Work order: Exactly the lines from the beginning of the listing below through the line that contains "Task: Click on" should be transcribed, and pictures must stay out.

-- Study material follows --

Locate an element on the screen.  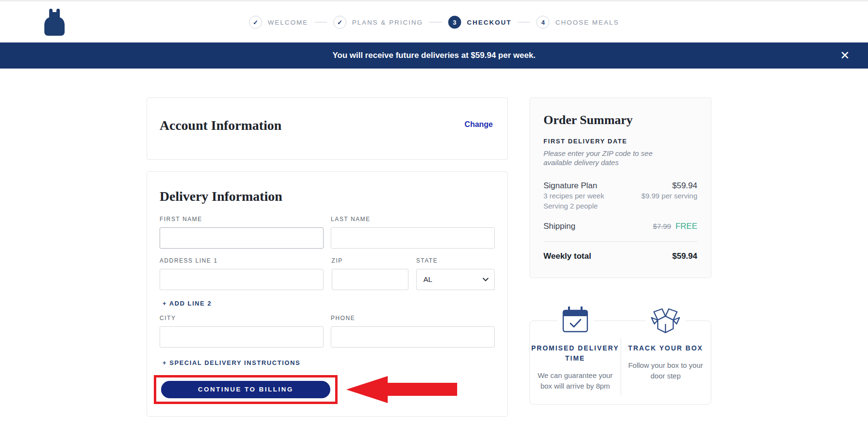
step-checkout: 3 CHECKOUT is located at coordinates (480, 22).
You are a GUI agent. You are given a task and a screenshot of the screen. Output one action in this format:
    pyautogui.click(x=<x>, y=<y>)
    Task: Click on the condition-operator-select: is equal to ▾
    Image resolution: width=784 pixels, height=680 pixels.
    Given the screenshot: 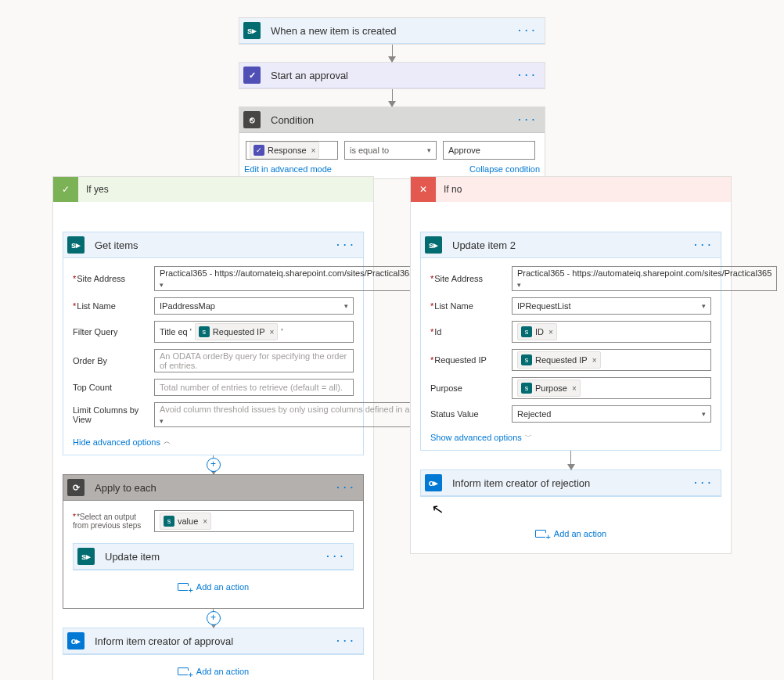 What is the action you would take?
    pyautogui.click(x=390, y=150)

-- Study material concluded --

Result:
Locate an element on the screen.  
step-checkout: 3 CHECKOUT is located at coordinates (480, 22).
You are a GUI agent. You are given a task and a screenshot of the screen. Output one action in this format:
    pyautogui.click(x=<x>, y=<y>)
    Task: Click on the condition-operator-select: is equal to ▾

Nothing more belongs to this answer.